In a written response to Republican People’s Party (CHP) Tunceli deputy Hüseyin Aygün on Monday, Turkish Parliament Speaker Cemil Çiçek said Aygün’s request that a space be provided in the parliamentary building for a cemevi had been denied. Basing his rejection on the Directorate of Religious Affairs’ definition of Alevism, he also added that Alevism is a cultural treasure that emerged during the course of Islamic history but that Islam’s places of worship are mosques.
Hıdır Bayır, the head of the Cem Foundation, voiced his dissatisfaction with the recent controversy in a phone interview with Sunday’s Zaman. What he mainly focused on while talking on the status of cemevis in Turkey was not the rejection of Aygün’s proposal, but rather the serious lack of cemevis and their ambivalent legal status in Turkey.

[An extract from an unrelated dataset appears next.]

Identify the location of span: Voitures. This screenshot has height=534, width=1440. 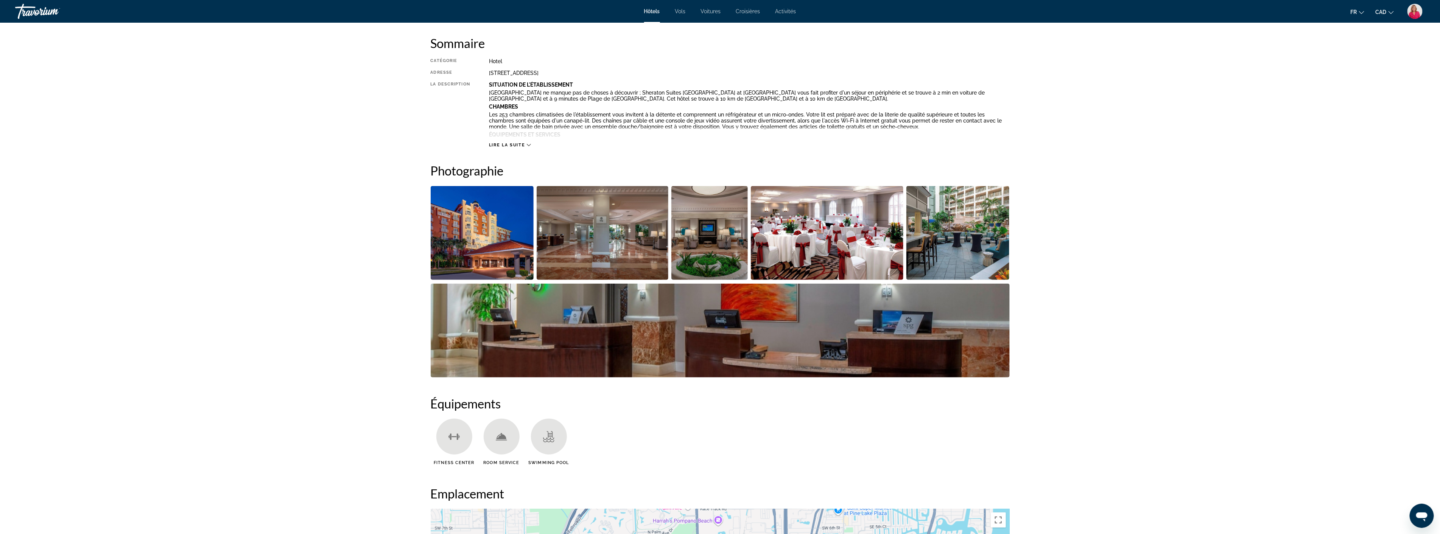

Bayır complained that even in the Turkish capital of Ankara, there are not enough cemevis to hold funeral ceremonies, so sparing a place for a cemevi in the parliamentary building is not the real matter at hand. He also noted that there are some 2,000 cemevis across Turkey, which he says fall short of the Alevi community’s needs.
“Cemevis are places of worship for Alevi people just as synagogues are the places where Jewish people pray. We read interpretations of the Quran’s verses by Turkish folk poets such as Aşık Veysel during the prayers we conduct in cemevis, accompanied by the music of the reed. We want to live in an atmosphere where there is freedom of belief and equality in the eyes of the state, as is stipulated in the constitution,” continued Bayır.
Alevi Foundations Federation (AVF) Chairman Doğan Bermek also underlined that the existence of a cemevi in the parliamentary building does not matter if the Alevi community’s problems related to misunderstandings about the true nature of Alevism and an inadequate number of cemevis are not solved. In response to what Çiçek said, Bermek pointed out that mosques are not the only spaces where Muslim people can pray since there are no stipulations for Muslims to pray in a particular place according to the Islamic faith.
“Mosques and cemevis should not be pitted against each other, which upsets us the most since we have no trouble with the presence of mosques. Alevis and Sunnis believe in the same religious book and the prophet and, thus, there is no sense in trying to define cemevis and mosques as totally different places from each other,” said Bermek. He also said Islam must be understood correctly before one can talk about Alevism and its emergence with true insight.
From amongst the Alevi community there were also harsher reactions to Çiçek’s move. Pir Sultan Abdal Cultural Association Organization Chairman Kemal Bülbül told Sunday’s Zaman that Çiçek’s refusal to have a cemevi in Parliament is yet another example of forcing Alevis to pray in mosques. “As it was during the Seljuk and Ottoman periods, the Alevi people are being forced to conduct their prayers in mosques, which means there is a denial of Alevism being a separate faith”, Bülbül said.
The non-recognition of cemevis as places of worship also derives support from an opinion held by the Directorate of Religious Affairs that is not legally binding according to Turkish law. A memo sent by the Directorate of Religious Affairs to the Interior Ministry on Dec. 17, 2004 stated that “it is not possible to consider cemevis and other [such] premises places of worship because Alevism, which is a sub-group of Islam, cannot have a place of worship other than mosques or mescit, which are the common places of worship within Islam.”